The Digital Revolution in Silicon Valley 1985-2000

by Doug Menuez photographed by Doug Menuez

Pub Date: May 27th, 2014
ISBN: 978-1-4767-5269-3
Publisher: Atria

A pictorial and textual time machine documenting the driven personalities who pioneered the technological world from 1985 to 2000.

Mattresses on the floor, toddlers crawling around, empty takeout cartons left standing on tabletops and computer guts everywhere: These are just a few of the incongruous but gripping scenes Menuez managed to capture during his fascinating years chronicling Silicon Valley. Given unprecedented access to Steve Jobs’ new NeXT computer company following the late icon’s ouster from Apple, Menuez soon found his way inside the buzzing beehives of other digital giants like Netscape, Photoshop, Sun, Microsoft and others.

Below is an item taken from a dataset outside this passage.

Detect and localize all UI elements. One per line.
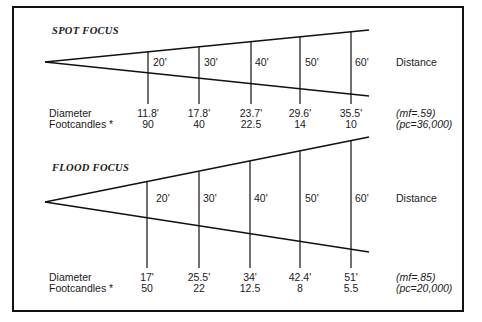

In addition to the mercurial Jobs, the author trained his illuminating camera lens on the likes of Bill Gates, John Warnock, Chuck Geschke, Bill Joy, Marc Andreessen and a cavalcade of other technological innovators. In this book, Menuez captures them arguing, laughing, pondering and relentlessly pressing forward. While managing to convey both intimacy and perspective, the photographic format lends a certain historical gravitas to events that may only now be settling into comfortable memory. Each frame brims with the subjects’ frustration, fascination and fun. Everyone is having such a good time making history, but will they burn out before their chosen tasks are completed? A photo depicting the suicidal tendencies of a defeated tech support employee says a lot: “Although the Macintosh was designed to be easy to use, as it evolved it became more complex and unwieldy. Users were frustrated and angry and took it out on tech support employees." Menuez even makes the innovators’ solitude—sequestered behind drawn blinds for days or cordoned off from the rest of the pack in lonely cubicles—surprisingly compelling. The accompanying text is both complementary and instructive. An interesting introduction by novelist Kurt Andersen sets the stage for an indispensable look back at how the world we know now was actually constructed.

A vital piece of photographic history.